Tuesday, May 12, 2015

The 'Credo Priests' Petition | National Catholic Reporter

The 'Credo Priests' Petition | National Catholic Reporter by MSW. MGB: The Credo Priests are wrong from the first word - their name. All off these matters are essentially natural law - not the kind used to justify tradition no matter what - but a real exploration of what is truly beneficial - a blessing - to families - both straight and gay, whole and broken.  Old answers from the Bells of St.Mary's and Ozzie and Harriet era won't work, if they ever worked then (they certainly did not work for gays - even those who were pushed into the priesthood and consecrated life to provide them the structure of self-loathing.  One can argue with a straight face that nothing has changed but obedience to demands that did not seem human - but were rather designed of an unhealthy fear of damnation by the faithful and disobedience by the clergy.  This is not a good place to discern moral reasoning or the will of God (which, by the way, is happiness in both the next life and this one. Best does not necessarily mean easy all the time, but it does not mean impossible or heroic either.  Heroism and martyrdom are special gifts, not mandates.



I am actually going through a marriage break up and while I would welcome a reunification I am not going to default to the easy answer and use doctrine or our vows to force an unwilling partner back into a marriage she wants out of.  That does not mean, however, that I wish to be heroicly celibate or even heroicly chaste. I can discern that without the Church, as well as act on a belief that should I marry again, doing so is not an act of adultery agaist a partner who ended the marriage already.  Most of this generation feels this way and either attends Mass, does not (it may not have been their practice, or finds another sect - I would hope a true pressence sect because going Evangelical, which some do, kind of defeats the purpose of finding a place to celebrate the Eucharist, landing somewhere that it is regarded as a mere symbol - now that is the kind of question Credo should address - although they often get that wrong for political and loyalty reasons having nothing to do with the pressence of Christ in the Sacrament.



Note that I did not raise all the process concerns over how the message from Credo was delivered.  Indeed, if one person drafts a position and his fellows agree with it, I see no reason to fear its format in a petition - or do I care about how the bishops communicate and back channel on this issue.  I am more concerned about processes which exclude the vast majority of the faithful, including non-regular Mass attendees, from having their say on the Synod.  I also question how structured the questions are - there should be more of an open ended free for all - indeed what I just wrote should be the kind of response the Synod Fathers need and I doubt they will get it - which means that there is doubt that those not reached will care about the result and will simply keep doing what they think is right - which is very moral but bad for Church unity.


→ **Task requirements**
In the entries below, every line with the string "Evapotranspiration" is to be reported.

%%

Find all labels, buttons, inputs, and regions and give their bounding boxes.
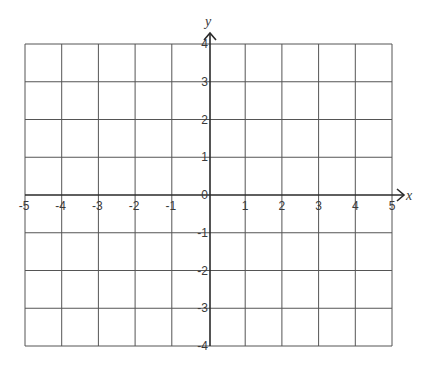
x-tick-label: -2: [129, 199, 140, 213]
y-tick-label: 2: [201, 113, 208, 127]
x-tick-label: 3: [315, 199, 322, 213]
y-tick-label: -1: [197, 226, 208, 240]
x-tick-label: -4: [55, 199, 66, 213]
x-tick-label: -3: [92, 199, 103, 213]
y-tick-label: 3: [201, 75, 208, 89]
x-tick-label: 5: [389, 199, 396, 213]
y-tick-label: -4: [197, 339, 208, 353]
y-tick-label: -2: [197, 264, 208, 278]
x-tick-label: -1: [165, 199, 176, 213]
x-axis-label: x: [405, 188, 413, 203]
coordinate-plane: x y -5-4-3-2-112345 43210-1-2-3-4: [0, 0, 436, 372]
y-axis-label: y: [203, 14, 212, 29]
x-tick-label: 2: [279, 199, 286, 213]
x-tick-label: -5: [19, 199, 30, 213]
y-tick-label: 4: [201, 37, 208, 51]
y-tick-label: 1: [201, 150, 208, 164]
y-tick-label: 0: [201, 188, 208, 202]
x-tick-label: 1: [242, 199, 249, 213]
y-tick-label: -3: [197, 301, 208, 315]
x-tick-label: 4: [352, 199, 359, 213]
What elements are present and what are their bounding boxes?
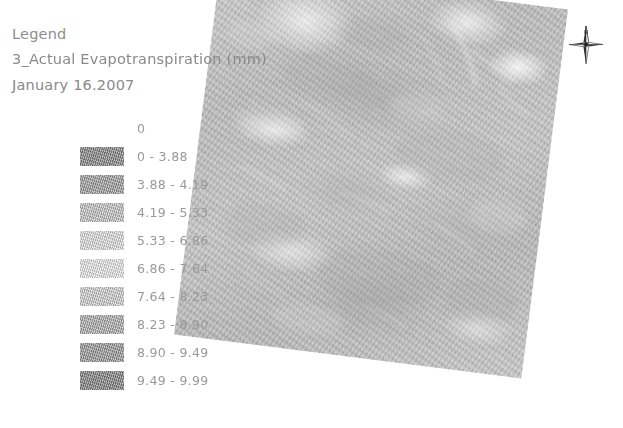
legend-swatch	[80, 147, 124, 166]
legend-swatch	[80, 203, 124, 222]
legend-swatch	[80, 119, 124, 138]
legend-item-label: 7.64 - 8.23	[137, 289, 208, 304]
legend-layer-title: 3_Actual Evapotranspiration (mm)	[12, 51, 267, 67]
legend-class-list: 00 - 3.883.88 - 4.194.19 - 5.335.33 - 6.…	[80, 114, 208, 394]
legend-swatch	[80, 287, 124, 306]
compass-star-icon: N	[567, 24, 605, 66]
legend-item[interactable]: 3.88 - 4.19	[80, 170, 208, 198]
legend-item-label: 8.90 - 9.49	[137, 345, 208, 360]
legend-swatch	[80, 343, 124, 362]
legend-item[interactable]: 7.64 - 8.23	[80, 282, 208, 310]
legend-swatch	[80, 371, 124, 390]
legend-swatch	[80, 259, 124, 278]
legend-item[interactable]: 0	[80, 114, 208, 142]
legend-item-label: 5.33 - 6.86	[137, 233, 208, 248]
legend-item-label: 0	[137, 121, 145, 136]
north-arrow-label: N	[584, 29, 588, 35]
legend-item-label: 9.49 - 9.99	[137, 373, 208, 388]
legend-swatch	[80, 231, 124, 250]
legend-item[interactable]: 5.33 - 6.86	[80, 226, 208, 254]
legend-item[interactable]: 0 - 3.88	[80, 142, 208, 170]
legend-item[interactable]: 8.23 - 8.90	[80, 310, 208, 338]
legend-heading: Legend	[12, 26, 66, 42]
legend-item-label: 6.86 - 7.64	[137, 261, 208, 276]
legend-item[interactable]: 4.19 - 5.33	[80, 198, 208, 226]
legend-item-label: 8.23 - 8.90	[137, 317, 208, 332]
legend-item-label: 0 - 3.88	[137, 149, 188, 164]
legend-item[interactable]: 9.49 - 9.99	[80, 366, 208, 394]
north-arrow: N	[567, 24, 605, 66]
legend-swatch	[80, 315, 124, 334]
legend-item[interactable]: 6.86 - 7.64	[80, 254, 208, 282]
legend-date: January 16.2007	[12, 77, 135, 93]
legend-item[interactable]: 8.90 - 9.49	[80, 338, 208, 366]
legend-item-label: 4.19 - 5.33	[137, 205, 208, 220]
legend-swatch	[80, 175, 124, 194]
map-page: Legend 3_Actual Evapotranspiration (mm) …	[0, 0, 623, 428]
legend-item-label: 3.88 - 4.19	[137, 177, 208, 192]
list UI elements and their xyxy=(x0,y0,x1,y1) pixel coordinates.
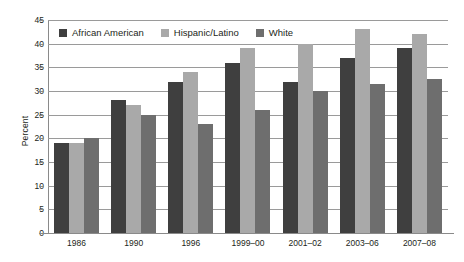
bar-group xyxy=(162,20,219,233)
x-axis-line xyxy=(40,233,454,234)
bar-group xyxy=(48,20,105,233)
bar xyxy=(427,79,442,233)
y-axis-tick-labels: 051015202530354045 xyxy=(14,20,44,233)
bar xyxy=(298,44,313,233)
y-tick-mark xyxy=(39,91,44,92)
bar xyxy=(313,91,328,233)
legend-swatch-icon xyxy=(59,29,67,37)
bar xyxy=(198,124,213,233)
bar xyxy=(69,143,84,233)
y-tick-mark xyxy=(39,115,44,116)
bar xyxy=(355,29,370,233)
bar xyxy=(240,48,255,233)
bar xyxy=(340,58,355,233)
bar xyxy=(370,84,385,233)
x-tick-label: 1999–00 xyxy=(231,238,264,248)
legend-item: Hispanic/Latino xyxy=(161,27,239,38)
legend-swatch-icon xyxy=(256,29,264,37)
legend-label: Hispanic/Latino xyxy=(174,27,239,38)
y-tick-mark xyxy=(39,162,44,163)
bar xyxy=(412,34,427,233)
x-tick-label: 2001–02 xyxy=(289,238,322,248)
y-tick-mark xyxy=(39,67,44,68)
bar-group xyxy=(219,20,276,233)
bar xyxy=(141,115,156,233)
bar xyxy=(168,82,183,233)
x-tick-label: 1996 xyxy=(181,238,200,248)
legend-swatch-icon xyxy=(161,29,169,37)
legend-label: African American xyxy=(72,27,144,38)
x-tick-label: 2007–08 xyxy=(403,238,436,248)
chart-legend: African AmericanHispanic/LatinoWhite xyxy=(58,26,296,39)
plot-area xyxy=(48,20,448,233)
y-tick-mark xyxy=(39,44,44,45)
bar xyxy=(397,48,412,233)
legend-label: White xyxy=(269,27,293,38)
y-tick-mark xyxy=(39,20,44,21)
x-tick-label: 2003–06 xyxy=(346,238,379,248)
legend-item: African American xyxy=(59,27,144,38)
y-tick-mark xyxy=(39,138,44,139)
bar xyxy=(255,110,270,233)
legend-item: White xyxy=(256,27,293,38)
bar xyxy=(225,63,240,233)
bar-group xyxy=(105,20,162,233)
x-tick-label: 1990 xyxy=(124,238,143,248)
bar-group xyxy=(391,20,448,233)
bar xyxy=(54,143,69,233)
bar-group xyxy=(334,20,391,233)
bar xyxy=(183,72,198,233)
bar-chart: Percent 051015202530354045 1986199019961… xyxy=(0,0,464,262)
y-tick-mark xyxy=(39,186,44,187)
bar-group xyxy=(277,20,334,233)
bar xyxy=(84,138,99,233)
bar xyxy=(283,82,298,233)
y-tick-mark xyxy=(39,209,44,210)
bar xyxy=(126,105,141,233)
bar xyxy=(111,100,126,233)
x-tick-label: 1986 xyxy=(67,238,86,248)
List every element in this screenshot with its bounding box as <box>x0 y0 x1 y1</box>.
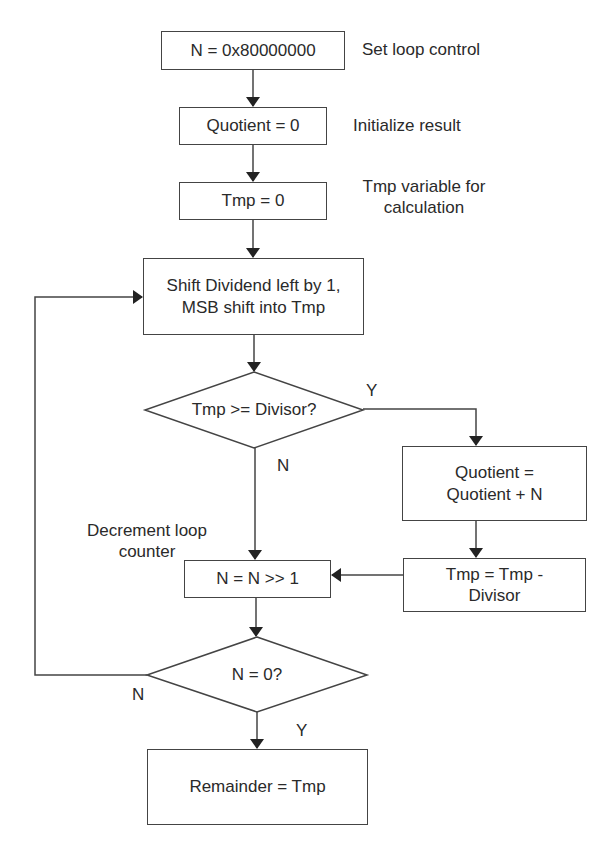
shift-n-text: N = N >> 1 <box>216 568 299 589</box>
quotient-add-text: Quotient = Quotient + N <box>428 462 561 505</box>
init-quotient-box: Quotient = 0 <box>179 107 327 145</box>
init-n-box: N = 0x80000000 <box>161 31 345 70</box>
init-quotient-text: Quotient = 0 <box>206 115 299 136</box>
decision-divisor-text: Tmp >= Divisor? <box>192 400 317 420</box>
shift-n-box: N = N >> 1 <box>184 560 331 598</box>
zero-no-label: N <box>132 684 144 705</box>
zero-yes-label: Y <box>296 720 307 741</box>
init-tmp-box: Tmp = 0 <box>179 182 327 220</box>
shift-text: Shift Dividend left by 1, MSB shift into… <box>154 275 353 318</box>
tmp-sub-text: Tmp = Tmp - Divisor <box>434 564 555 607</box>
init-tmp-text: Tmp = 0 <box>222 190 285 211</box>
divisor-no-label: N <box>277 455 289 476</box>
divisor-yes-label: Y <box>366 380 377 401</box>
init-result-annotation: Initialize result <box>353 115 461 136</box>
set-loop-annotation: Set loop control <box>362 39 480 60</box>
remainder-text: Remainder = Tmp <box>189 776 325 797</box>
remainder-box: Remainder = Tmp <box>147 749 368 825</box>
tmp-sub-box: Tmp = Tmp - Divisor <box>403 558 586 612</box>
tmp-var-annotation: Tmp variable for calculation <box>344 176 504 219</box>
decision-zero-text: N = 0? <box>232 665 283 685</box>
quotient-add-box: Quotient = Quotient + N <box>402 446 587 521</box>
shift-box: Shift Dividend left by 1, MSB shift into… <box>143 258 364 335</box>
init-n-text: N = 0x80000000 <box>190 40 315 61</box>
decrement-annotation: Decrement loop counter <box>72 520 222 563</box>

%%

→ **Task answer**
legend-layer-title: 3_Actual Evapotranspiration (mm)	[12, 51, 267, 67]
map-page: Legend 3_Actual Evapotranspiration (mm) …	[0, 0, 623, 428]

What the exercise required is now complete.